We have strong core values meaning honesty and integrity come first. This is difficult as we all have pre conceived ideas or beliefs of what pilates studio class should or should not be. Our beliefs colour what we do on a daily basis, moment to moment, forming the context within which we live our lives. As with driving its important to start with good habits, although as you progress through you will develop your own style. If you want results , like learning a new language, you have to put in the time, out of a 168 hour week.
So how about our Pilates?
So you think you know Pilates? Let me tell you about Joe Pilates. A German-born emigré to Britain and then America, Joe devised the Pilates method as a new approach to exercise and body-conditioning in the early decades of the last century. His method included the use of equipment referred to by him as: apparatus. Perhaps the best known piece of equipment is the Pilates reformer, which is in use at our studios today. Most people think Pilates is matwork, however this was originally the homework. The reformer and apparatus came before the matwork. This is why I feel it’s important to be trained in the full method and have experience of an apparatus studio, otherwise you can never really understand its origins.

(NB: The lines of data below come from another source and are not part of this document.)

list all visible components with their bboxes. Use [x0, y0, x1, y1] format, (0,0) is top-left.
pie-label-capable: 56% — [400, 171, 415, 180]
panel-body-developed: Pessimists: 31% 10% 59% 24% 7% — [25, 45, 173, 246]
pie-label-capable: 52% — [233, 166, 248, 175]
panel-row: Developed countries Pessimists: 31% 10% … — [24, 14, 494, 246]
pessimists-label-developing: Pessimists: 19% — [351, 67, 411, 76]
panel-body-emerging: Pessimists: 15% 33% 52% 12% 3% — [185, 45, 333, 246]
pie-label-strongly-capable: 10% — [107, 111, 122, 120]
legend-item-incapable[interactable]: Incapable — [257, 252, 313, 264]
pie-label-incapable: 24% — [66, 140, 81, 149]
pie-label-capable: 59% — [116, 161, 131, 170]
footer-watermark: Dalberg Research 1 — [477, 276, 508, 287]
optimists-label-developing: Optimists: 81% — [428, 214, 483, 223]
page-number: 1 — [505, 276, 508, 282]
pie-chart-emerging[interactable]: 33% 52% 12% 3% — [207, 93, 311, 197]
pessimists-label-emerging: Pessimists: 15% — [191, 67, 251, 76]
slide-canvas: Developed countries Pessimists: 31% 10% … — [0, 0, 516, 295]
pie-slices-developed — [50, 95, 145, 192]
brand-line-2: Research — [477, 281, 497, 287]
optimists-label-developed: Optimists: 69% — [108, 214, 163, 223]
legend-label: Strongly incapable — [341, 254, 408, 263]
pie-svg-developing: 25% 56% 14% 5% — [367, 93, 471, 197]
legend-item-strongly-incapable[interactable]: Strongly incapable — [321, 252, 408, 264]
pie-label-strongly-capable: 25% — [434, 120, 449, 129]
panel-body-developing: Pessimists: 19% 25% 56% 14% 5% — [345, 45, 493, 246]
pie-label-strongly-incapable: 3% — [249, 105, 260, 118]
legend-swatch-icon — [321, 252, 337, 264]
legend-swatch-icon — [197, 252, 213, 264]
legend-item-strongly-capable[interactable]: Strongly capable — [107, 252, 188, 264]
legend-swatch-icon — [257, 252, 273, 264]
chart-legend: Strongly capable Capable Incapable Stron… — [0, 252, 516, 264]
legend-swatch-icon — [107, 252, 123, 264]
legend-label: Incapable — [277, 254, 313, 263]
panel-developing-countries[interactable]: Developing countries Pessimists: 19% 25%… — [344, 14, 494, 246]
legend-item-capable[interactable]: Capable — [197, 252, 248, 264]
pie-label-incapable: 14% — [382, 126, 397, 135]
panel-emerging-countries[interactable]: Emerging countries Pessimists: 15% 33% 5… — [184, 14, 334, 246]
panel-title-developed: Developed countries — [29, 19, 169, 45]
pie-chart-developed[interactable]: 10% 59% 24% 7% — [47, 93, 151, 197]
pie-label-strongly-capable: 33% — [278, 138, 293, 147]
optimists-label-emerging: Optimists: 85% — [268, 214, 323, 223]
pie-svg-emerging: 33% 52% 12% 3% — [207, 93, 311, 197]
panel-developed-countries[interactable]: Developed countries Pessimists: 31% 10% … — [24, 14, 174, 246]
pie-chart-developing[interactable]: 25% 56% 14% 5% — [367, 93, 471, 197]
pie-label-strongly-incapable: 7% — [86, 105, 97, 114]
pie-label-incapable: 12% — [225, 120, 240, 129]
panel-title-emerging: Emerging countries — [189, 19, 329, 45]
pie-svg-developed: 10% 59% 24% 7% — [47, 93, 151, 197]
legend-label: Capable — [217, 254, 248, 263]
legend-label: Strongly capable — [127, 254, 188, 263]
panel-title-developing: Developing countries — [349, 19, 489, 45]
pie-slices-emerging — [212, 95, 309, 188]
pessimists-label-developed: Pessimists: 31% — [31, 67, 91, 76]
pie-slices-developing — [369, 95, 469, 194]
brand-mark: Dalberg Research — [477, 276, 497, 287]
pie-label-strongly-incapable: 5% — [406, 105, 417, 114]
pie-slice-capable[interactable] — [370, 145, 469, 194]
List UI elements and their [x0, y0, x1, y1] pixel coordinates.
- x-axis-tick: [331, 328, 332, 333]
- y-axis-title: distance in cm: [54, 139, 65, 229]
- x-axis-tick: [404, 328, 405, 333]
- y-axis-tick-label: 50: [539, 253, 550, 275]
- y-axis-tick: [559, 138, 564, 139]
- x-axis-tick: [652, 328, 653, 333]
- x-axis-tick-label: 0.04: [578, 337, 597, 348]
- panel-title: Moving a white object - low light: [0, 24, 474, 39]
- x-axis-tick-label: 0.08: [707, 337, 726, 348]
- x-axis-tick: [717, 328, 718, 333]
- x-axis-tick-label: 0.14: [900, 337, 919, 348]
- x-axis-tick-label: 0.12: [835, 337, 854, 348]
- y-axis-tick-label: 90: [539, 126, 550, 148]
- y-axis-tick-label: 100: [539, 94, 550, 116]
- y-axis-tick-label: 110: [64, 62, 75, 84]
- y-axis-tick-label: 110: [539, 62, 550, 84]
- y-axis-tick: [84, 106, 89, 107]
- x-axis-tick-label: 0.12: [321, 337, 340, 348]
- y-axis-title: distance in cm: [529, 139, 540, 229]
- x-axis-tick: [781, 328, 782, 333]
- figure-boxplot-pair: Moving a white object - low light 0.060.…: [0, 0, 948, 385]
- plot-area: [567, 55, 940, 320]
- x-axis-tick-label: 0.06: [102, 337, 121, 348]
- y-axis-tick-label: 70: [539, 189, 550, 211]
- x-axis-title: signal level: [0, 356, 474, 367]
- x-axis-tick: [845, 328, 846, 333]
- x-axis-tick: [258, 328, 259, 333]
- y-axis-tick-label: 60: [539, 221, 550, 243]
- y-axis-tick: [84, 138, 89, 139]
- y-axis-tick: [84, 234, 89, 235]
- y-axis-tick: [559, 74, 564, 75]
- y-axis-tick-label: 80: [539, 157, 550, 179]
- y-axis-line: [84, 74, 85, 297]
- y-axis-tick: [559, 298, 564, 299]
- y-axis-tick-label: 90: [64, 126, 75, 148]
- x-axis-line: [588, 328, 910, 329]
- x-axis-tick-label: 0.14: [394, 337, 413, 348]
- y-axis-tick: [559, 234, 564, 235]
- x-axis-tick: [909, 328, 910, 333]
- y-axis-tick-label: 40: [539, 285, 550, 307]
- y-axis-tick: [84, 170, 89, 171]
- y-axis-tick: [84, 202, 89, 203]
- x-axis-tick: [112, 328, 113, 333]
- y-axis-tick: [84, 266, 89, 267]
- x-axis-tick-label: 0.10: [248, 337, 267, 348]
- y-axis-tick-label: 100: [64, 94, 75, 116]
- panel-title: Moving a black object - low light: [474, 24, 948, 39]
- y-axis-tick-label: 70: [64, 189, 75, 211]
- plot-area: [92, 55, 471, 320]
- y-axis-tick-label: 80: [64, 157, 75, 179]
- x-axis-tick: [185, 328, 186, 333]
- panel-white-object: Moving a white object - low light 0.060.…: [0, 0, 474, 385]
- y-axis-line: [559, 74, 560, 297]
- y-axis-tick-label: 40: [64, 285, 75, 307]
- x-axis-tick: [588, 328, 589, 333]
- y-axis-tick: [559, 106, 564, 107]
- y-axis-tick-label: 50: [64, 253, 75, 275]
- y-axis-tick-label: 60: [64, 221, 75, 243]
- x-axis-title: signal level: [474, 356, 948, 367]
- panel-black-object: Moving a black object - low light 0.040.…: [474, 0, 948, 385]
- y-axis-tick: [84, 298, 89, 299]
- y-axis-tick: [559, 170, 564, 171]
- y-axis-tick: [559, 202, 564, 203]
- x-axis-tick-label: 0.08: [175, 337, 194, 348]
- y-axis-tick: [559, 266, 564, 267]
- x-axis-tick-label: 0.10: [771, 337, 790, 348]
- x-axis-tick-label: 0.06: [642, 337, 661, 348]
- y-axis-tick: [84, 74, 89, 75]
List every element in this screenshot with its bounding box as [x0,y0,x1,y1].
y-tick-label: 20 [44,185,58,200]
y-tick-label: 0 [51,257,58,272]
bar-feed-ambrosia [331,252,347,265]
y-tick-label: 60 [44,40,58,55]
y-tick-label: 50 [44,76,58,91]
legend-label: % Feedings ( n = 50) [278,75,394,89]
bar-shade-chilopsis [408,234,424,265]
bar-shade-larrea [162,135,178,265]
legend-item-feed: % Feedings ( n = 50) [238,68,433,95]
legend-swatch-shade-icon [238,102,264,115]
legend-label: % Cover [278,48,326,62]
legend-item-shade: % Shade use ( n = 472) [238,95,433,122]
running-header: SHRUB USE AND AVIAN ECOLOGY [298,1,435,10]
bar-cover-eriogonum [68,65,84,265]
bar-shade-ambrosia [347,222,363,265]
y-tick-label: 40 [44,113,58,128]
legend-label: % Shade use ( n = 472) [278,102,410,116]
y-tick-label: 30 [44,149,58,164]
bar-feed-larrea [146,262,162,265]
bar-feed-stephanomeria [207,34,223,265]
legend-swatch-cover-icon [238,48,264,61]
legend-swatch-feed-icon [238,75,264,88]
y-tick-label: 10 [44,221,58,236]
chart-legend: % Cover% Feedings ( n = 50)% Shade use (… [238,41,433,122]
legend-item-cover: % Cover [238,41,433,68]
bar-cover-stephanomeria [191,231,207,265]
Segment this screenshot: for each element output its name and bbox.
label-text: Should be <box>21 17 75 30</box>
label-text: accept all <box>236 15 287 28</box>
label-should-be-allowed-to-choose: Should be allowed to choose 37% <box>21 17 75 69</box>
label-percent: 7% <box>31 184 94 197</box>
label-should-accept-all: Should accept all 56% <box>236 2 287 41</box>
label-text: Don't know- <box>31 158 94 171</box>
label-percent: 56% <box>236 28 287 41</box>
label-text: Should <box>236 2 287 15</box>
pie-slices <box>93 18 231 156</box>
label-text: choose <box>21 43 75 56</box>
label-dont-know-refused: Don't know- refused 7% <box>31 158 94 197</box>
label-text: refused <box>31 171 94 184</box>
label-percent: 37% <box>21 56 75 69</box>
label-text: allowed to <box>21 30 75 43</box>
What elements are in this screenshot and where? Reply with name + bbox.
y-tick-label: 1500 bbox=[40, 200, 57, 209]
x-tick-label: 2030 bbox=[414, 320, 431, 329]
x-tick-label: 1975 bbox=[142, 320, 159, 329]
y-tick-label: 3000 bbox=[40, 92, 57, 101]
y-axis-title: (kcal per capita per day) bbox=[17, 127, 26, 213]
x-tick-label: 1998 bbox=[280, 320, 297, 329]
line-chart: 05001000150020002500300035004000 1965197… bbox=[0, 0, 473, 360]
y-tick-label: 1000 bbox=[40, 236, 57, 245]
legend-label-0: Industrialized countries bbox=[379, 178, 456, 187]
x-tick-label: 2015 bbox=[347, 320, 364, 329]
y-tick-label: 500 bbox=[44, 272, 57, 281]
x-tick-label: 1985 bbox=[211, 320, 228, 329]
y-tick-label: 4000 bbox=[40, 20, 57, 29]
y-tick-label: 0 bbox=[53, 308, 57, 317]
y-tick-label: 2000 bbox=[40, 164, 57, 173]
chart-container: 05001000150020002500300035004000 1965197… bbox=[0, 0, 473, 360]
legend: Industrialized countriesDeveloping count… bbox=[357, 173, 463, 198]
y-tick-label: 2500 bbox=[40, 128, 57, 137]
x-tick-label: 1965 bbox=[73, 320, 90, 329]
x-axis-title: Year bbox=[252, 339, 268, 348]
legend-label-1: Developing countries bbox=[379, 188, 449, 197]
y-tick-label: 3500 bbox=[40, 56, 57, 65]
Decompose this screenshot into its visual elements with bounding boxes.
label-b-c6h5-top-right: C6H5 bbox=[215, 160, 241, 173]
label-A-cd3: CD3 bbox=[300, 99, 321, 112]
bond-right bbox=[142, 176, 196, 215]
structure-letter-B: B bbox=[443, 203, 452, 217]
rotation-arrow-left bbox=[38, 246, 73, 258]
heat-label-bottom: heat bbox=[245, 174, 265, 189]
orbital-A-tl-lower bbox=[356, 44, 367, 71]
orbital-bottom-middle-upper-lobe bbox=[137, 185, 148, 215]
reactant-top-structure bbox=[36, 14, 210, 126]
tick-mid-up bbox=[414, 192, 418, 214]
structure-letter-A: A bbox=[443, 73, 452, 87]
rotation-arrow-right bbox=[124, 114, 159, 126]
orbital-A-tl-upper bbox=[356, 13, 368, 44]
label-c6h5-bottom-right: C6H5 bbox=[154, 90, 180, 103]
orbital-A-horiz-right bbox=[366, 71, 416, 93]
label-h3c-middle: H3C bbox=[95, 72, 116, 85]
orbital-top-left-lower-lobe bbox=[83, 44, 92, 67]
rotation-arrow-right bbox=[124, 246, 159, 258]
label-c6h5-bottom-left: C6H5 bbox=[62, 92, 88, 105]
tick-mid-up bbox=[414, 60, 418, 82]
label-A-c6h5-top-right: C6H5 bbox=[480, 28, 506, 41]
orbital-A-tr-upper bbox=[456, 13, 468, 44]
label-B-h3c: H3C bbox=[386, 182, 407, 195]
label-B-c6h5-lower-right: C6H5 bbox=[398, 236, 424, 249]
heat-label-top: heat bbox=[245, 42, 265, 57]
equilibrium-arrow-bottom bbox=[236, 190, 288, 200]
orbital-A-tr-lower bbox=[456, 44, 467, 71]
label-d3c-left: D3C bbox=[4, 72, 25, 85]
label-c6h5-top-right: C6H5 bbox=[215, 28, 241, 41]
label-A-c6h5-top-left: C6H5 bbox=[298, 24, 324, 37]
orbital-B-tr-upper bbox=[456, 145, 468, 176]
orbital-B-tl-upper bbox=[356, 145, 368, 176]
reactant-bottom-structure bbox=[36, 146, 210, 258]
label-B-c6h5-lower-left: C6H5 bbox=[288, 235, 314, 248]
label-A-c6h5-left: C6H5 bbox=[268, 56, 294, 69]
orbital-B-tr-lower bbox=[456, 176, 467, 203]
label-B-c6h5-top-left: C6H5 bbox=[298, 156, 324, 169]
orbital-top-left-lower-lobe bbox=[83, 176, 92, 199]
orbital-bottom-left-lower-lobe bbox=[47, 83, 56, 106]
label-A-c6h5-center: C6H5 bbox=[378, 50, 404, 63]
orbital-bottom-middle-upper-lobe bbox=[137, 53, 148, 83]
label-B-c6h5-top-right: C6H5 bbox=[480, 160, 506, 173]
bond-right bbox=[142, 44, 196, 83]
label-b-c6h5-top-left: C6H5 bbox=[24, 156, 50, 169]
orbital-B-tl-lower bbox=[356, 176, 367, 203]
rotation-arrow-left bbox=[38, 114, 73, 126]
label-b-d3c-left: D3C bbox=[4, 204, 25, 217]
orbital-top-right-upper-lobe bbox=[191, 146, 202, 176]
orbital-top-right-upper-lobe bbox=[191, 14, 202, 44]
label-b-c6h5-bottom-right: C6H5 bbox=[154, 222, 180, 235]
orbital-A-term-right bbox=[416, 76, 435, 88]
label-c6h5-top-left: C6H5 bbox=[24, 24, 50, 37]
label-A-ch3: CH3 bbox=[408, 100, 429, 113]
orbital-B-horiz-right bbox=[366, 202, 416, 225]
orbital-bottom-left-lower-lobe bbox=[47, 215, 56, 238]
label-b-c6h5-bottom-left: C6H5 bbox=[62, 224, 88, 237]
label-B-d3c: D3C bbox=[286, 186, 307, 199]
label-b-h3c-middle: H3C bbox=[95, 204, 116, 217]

Joseph Pilates was born near Dusseldorf in 1880. He was a sickly child who was determined to make himself strong and healthy. He took up body-building to the point where, by his teens, he was getting work as a model for anatomical drawings.
Pilates was perhaps the first influential figure to combine Western and Eastern ideas about health and physical fitness. He researched and practised every kind of exercise he could. This ranged from classical Roman and Greek exercise regimes to body-building and gymnastics. He set this alongside practising the Eastern disciplines of yoga, tai chi, martial arts and Zen meditation. Additionally, he studied anatomy and animal movements. Dedicated to his task, he sampled every kind of exercise that he could and carefully recorded the results.
In 1912, aged 32, he left Germany for this country, where he became a professional boxer. An expert skier and diver, it was in England that he taught self-defence to Scotland Yard detectives and found work as a circus acrobat.
World War I and the Development of Pilates and the Pilates Reformer
On the outbreak of World War I, the British interned him as a German enemy alien. He used his time as an internee to start developing a new approach to exercise and body-conditioning – the start of what is known today as Pilates.
During his internment, he also got the chance to work as a nurse. This, in turn, gave him the chance to experiment by attaching springs to hospital beds, so that patients could start toning their muscles even while they were still bed-bound. Such were the origins of the first Pilates machines now known as the Pilates reformer. In their early incarnation the Pilates reformer was shaped like a sliding bed and used springs as resistance.
Returning to Germany after World War I, Pilates worked with pioneers of movement technique such as Rudolph Laban. It was Laban who created the basic system of dance notation still used today.
So what was Joes intention?
I feel that had Joe Pilates been alive today he would have taken into account the other lifestyle factors that we face. He wanted us to achieve an optimal healthy body using breathing and a mindful connection. The dictionary definition of healthy is – ‘Freedom from illness or pain’. The key to unlocking the vitality and dynamic equilibrium that embody true health is simply activating, supporting and reinforcing the innate healing ability of the doctor within.
Any growth of awareness, by definition, requires a change in consciousness.